Paul Tillich, A History Of Christian Thought


Neo-Platonism: Plotinus. Clement of Alexandria. Origen.

Neo-Platonism is not only important because it was the philosophy which deeply influenced the first great theological system, that of Origen, but it was also the philosophy which influenced (through Dionysius the Areopagite, of whom we shall hear more later) all forms of Christian mysticism and most forms of classical Christian theology, especially with respect to the doctrine of God, world, and soul.

Therefore it is impossible to understand the development of Christian theology without knowing something about this last great attempt of paganism to express itself in terms of a philosophical theology, or theological philosophy, which was both science and life for the ancient mind.

The man who is mostly responsible for the system of Neo-Platonism is Plotinus, who according to his dependence on Plato, is called “neo-Platonist”; but it is not he alone, it is a whole school of greatest influence. There is not only a scientific and religious side but also a political side to it: the emperor Julian the Apostate tried to introduce, against Christianity, the Neo- Platonic system, which shows that he considered it not only as a science but as the all-embracing system of religious elevation of the soul. All these things make it necessary to dwell on this system more than perhaps you think it necessary, for a philosophical non-Christian system.

God, for Plotinus, is the transcendent One, the One which transcends every number; also the number “one” insofar as it is a number which includes 2, 3, 4, 5, etc. It is that which is beyond number, and for this he uses the word “one.” So when you hear, in all mystical language through all the centuries, the word “one” in the mystical expressions, don’t take it as one beside others, but as that which transcends numbers.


- **What is expected**
Give back exactly the stretch of data below from the line holding "Task: Click on" through the line holding "The height and", both ends included, and leave the remaining lines out.

- **Given records**
+--

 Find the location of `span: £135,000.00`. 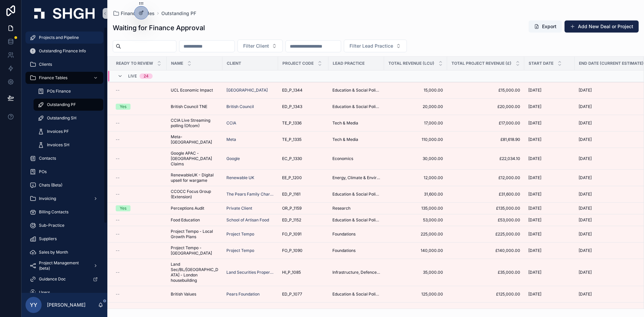

span: £135,000.00 is located at coordinates (486, 208).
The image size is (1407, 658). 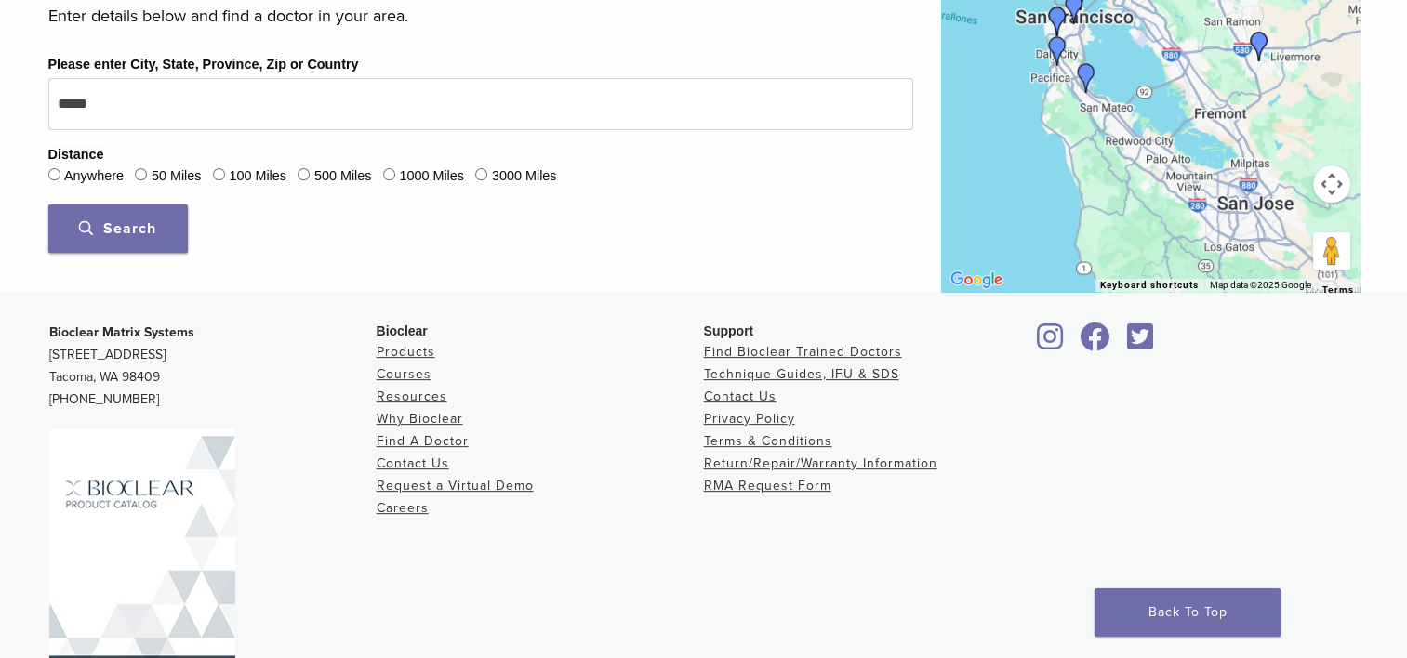 I want to click on legend: Distance, so click(x=76, y=155).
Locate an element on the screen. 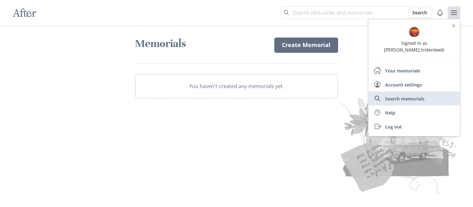 This screenshot has width=473, height=207. a: Create Memorial is located at coordinates (306, 45).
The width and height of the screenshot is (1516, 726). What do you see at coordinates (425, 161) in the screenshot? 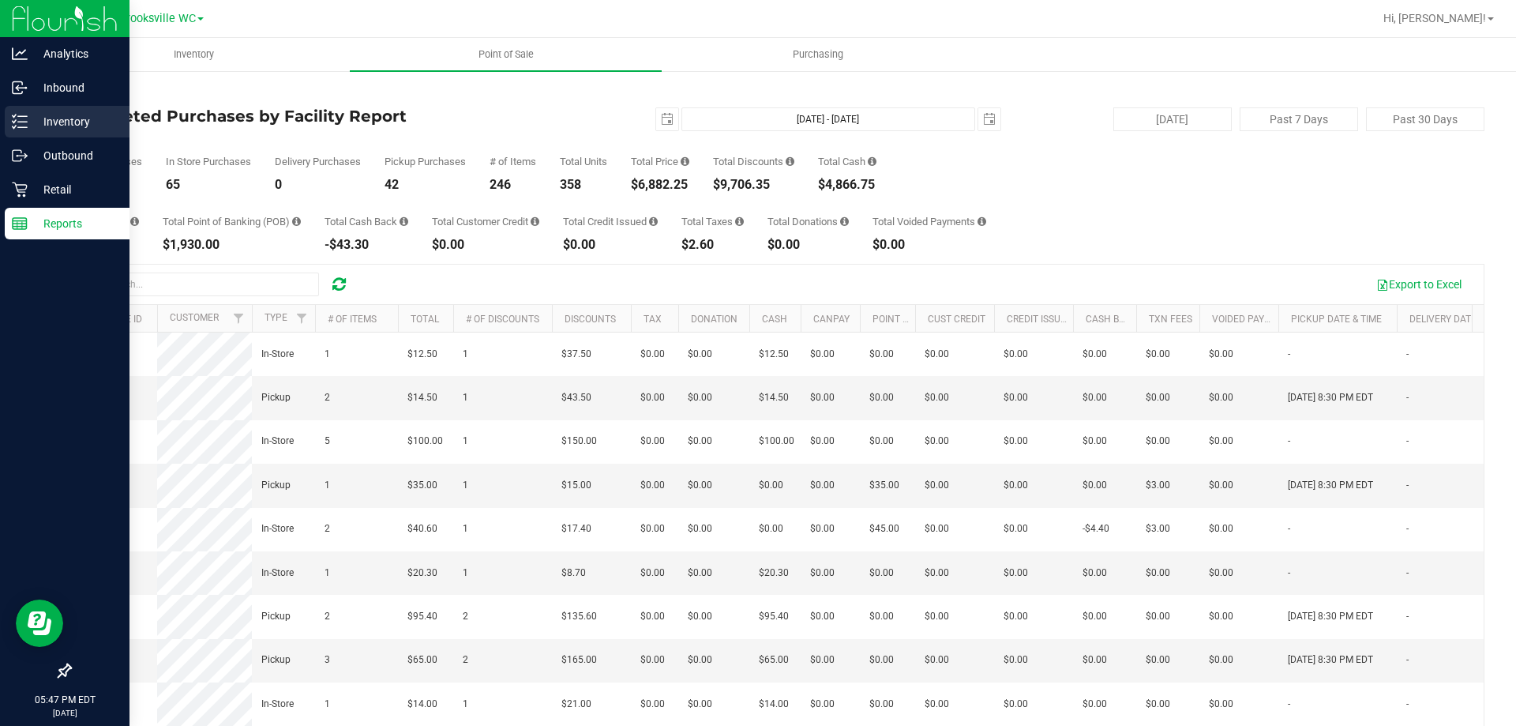
I see `div: Pickup Purchases` at bounding box center [425, 161].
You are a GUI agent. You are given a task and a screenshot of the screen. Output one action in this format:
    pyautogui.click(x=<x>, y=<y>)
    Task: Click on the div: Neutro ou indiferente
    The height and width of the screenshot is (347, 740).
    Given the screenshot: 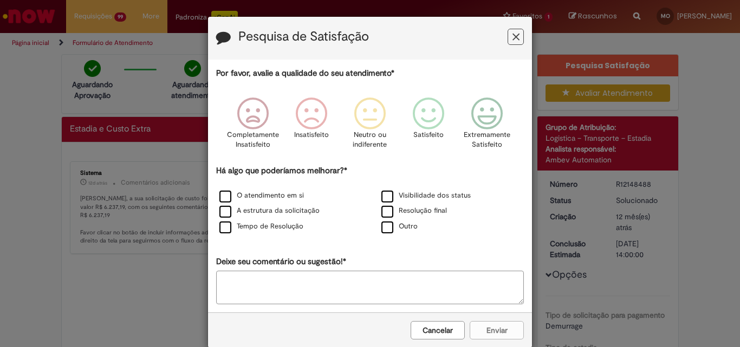 What is the action you would take?
    pyautogui.click(x=370, y=126)
    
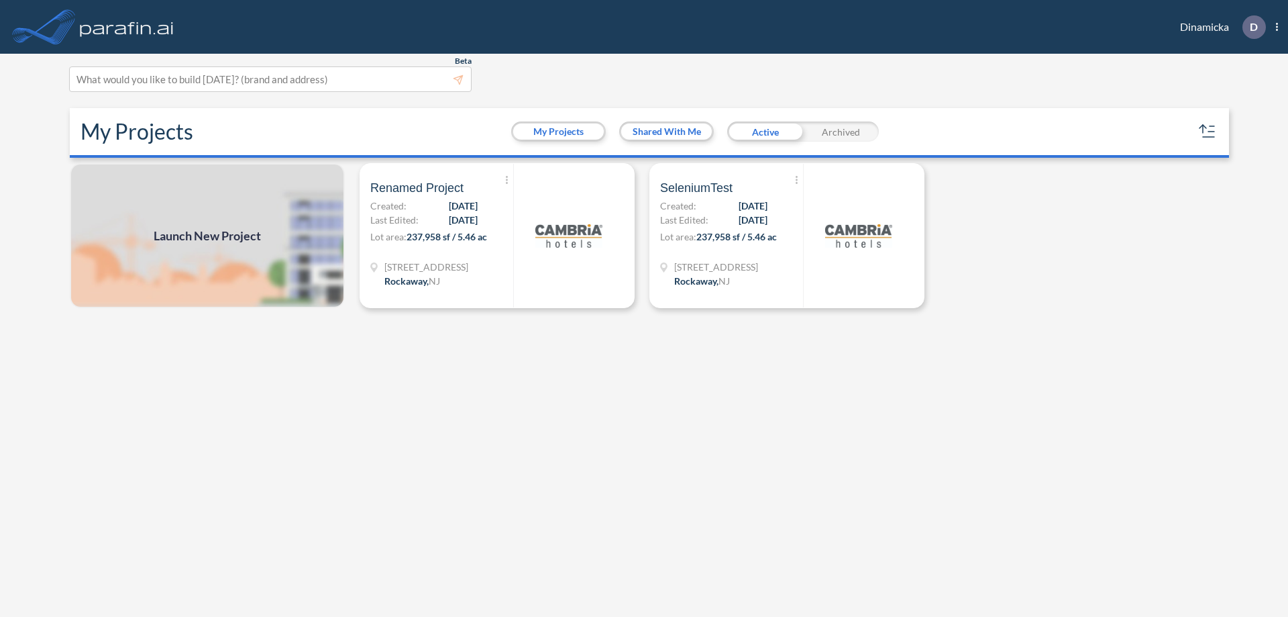 Image resolution: width=1288 pixels, height=617 pixels. Describe the element at coordinates (558, 131) in the screenshot. I see `button: My Projects` at that location.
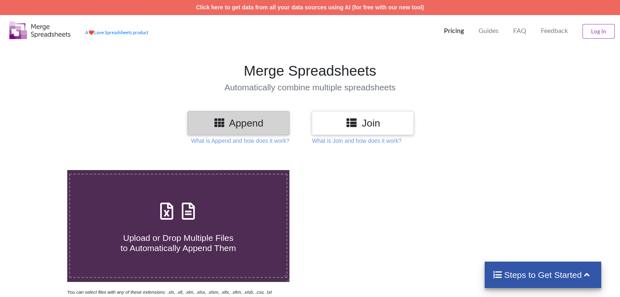  Describe the element at coordinates (238, 123) in the screenshot. I see `h3: Append` at that location.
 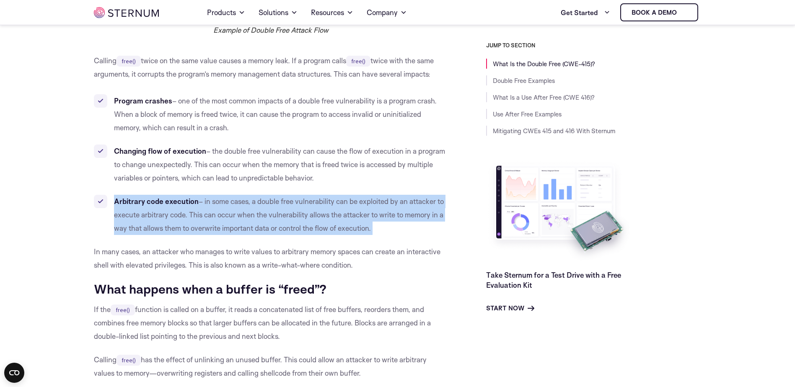 I want to click on img: Take Sternum for a Test Drive with a Free Evaluation Kit, so click(x=560, y=211).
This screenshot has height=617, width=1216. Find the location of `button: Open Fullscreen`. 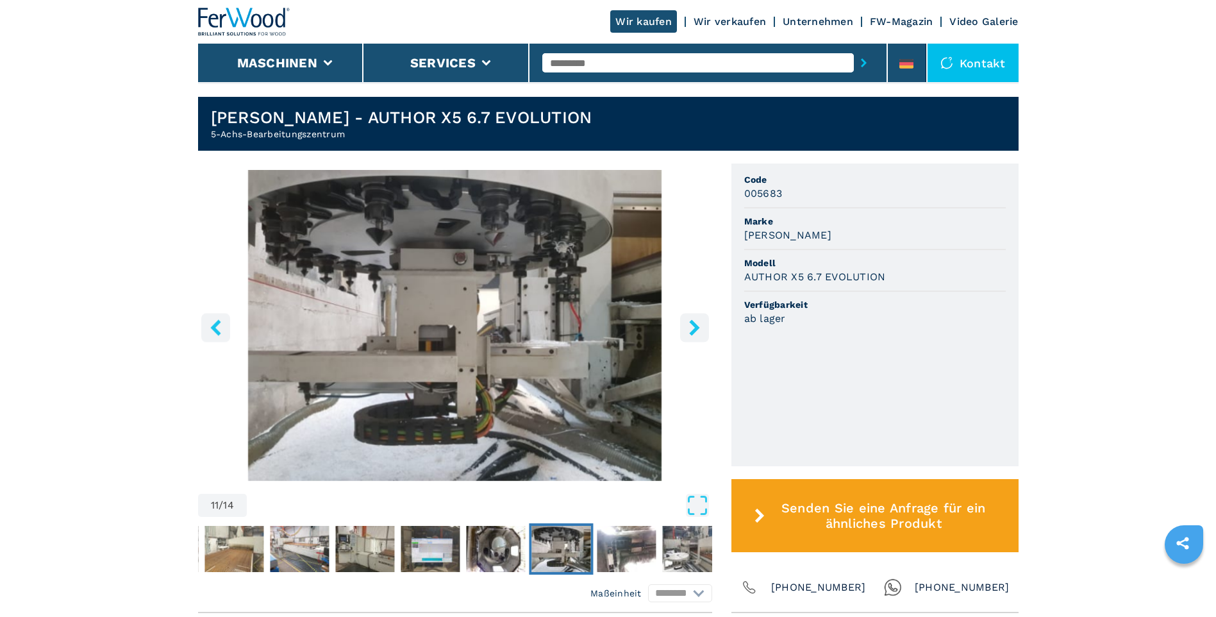

button: Open Fullscreen is located at coordinates (479, 505).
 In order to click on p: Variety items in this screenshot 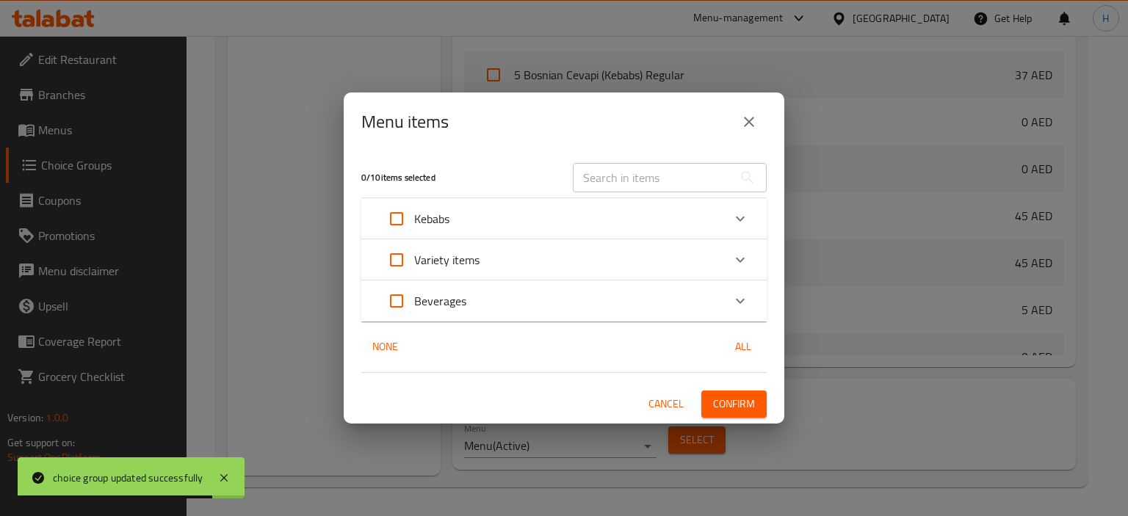, I will do `click(446, 260)`.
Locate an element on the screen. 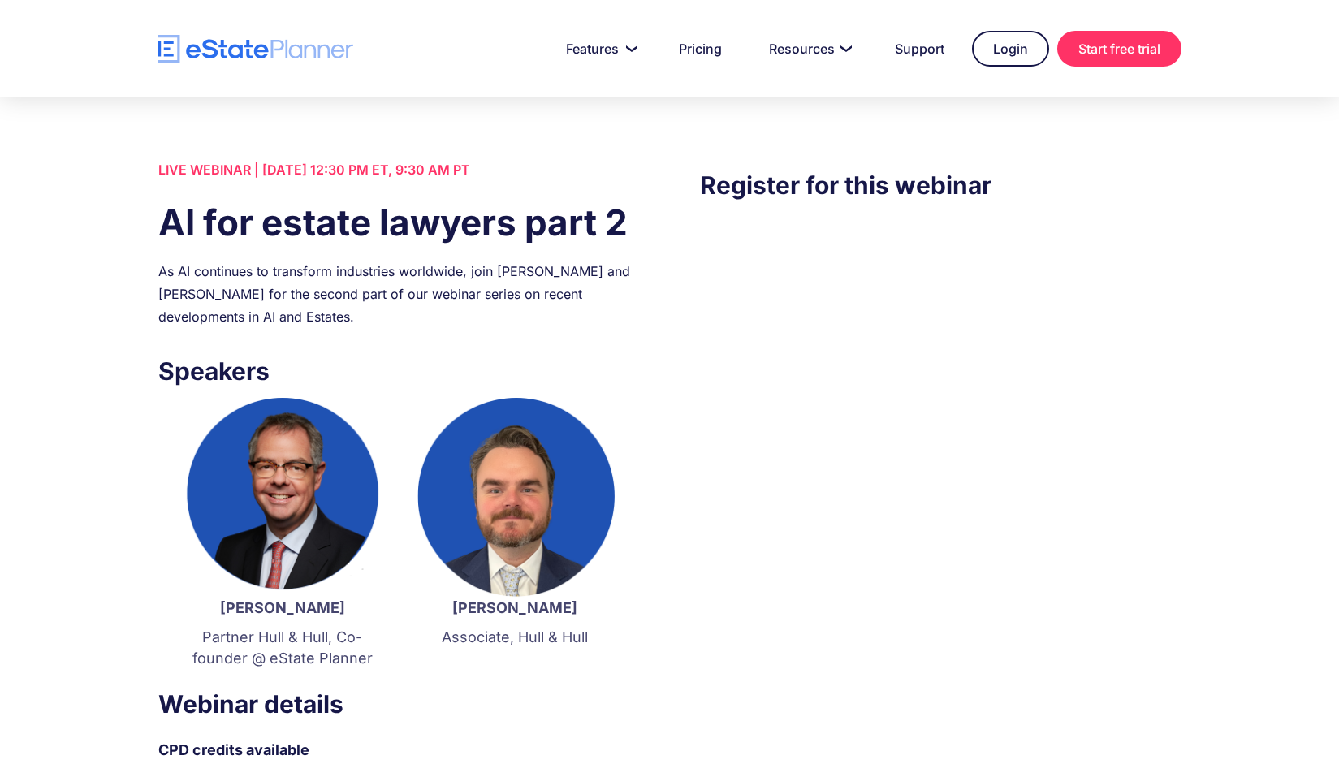  h3: Webinar details is located at coordinates (399, 704).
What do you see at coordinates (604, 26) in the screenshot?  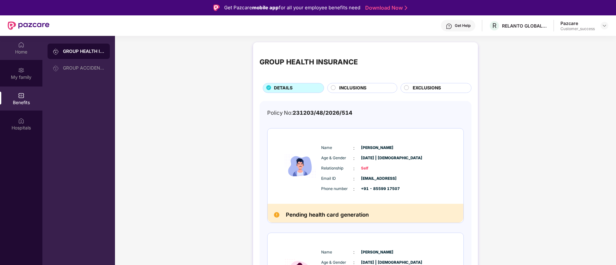 I see `img: svg+xml;base64,PHN2ZyBpZD0iRHJvcGRvd24tMzJ4MzIiIHhtbG5zPSJodHRwOi8vd3d3LnczLm9yZy8yMDAwL3N2ZyIgd2...` at bounding box center [604, 26].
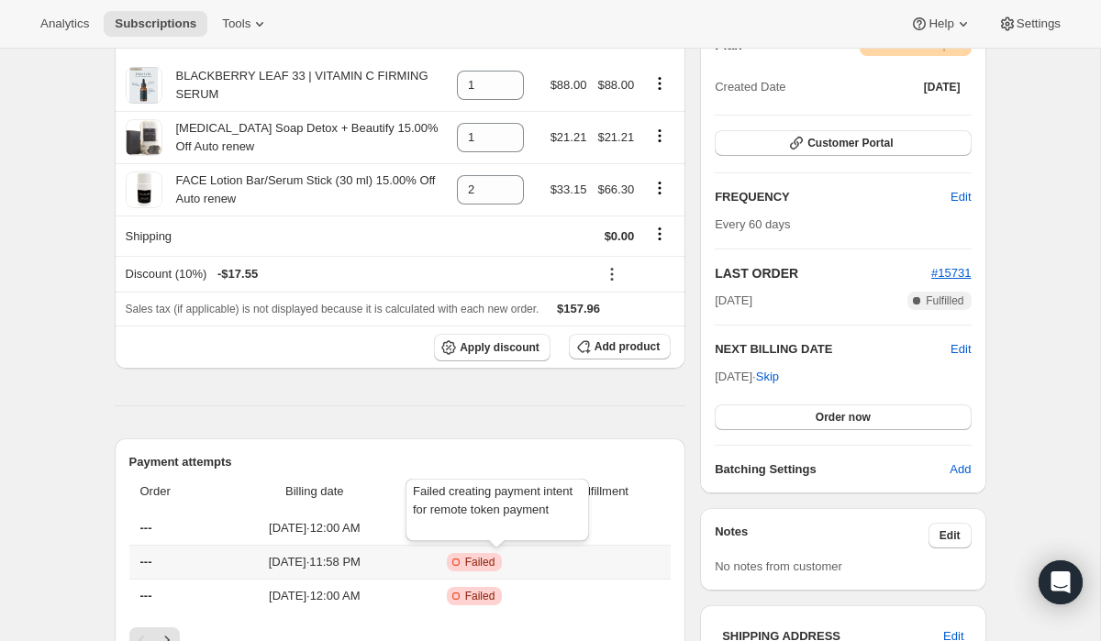  What do you see at coordinates (305, 190) in the screenshot?
I see `div: FACE Lotion Bar/Serum Stick (30 ml) 15.00% Off Auto renew` at bounding box center [305, 190].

+--

- **Answer for this exercise**
    Task: Click on the div: Neutro ou indiferente
    The height and width of the screenshot is (347, 740).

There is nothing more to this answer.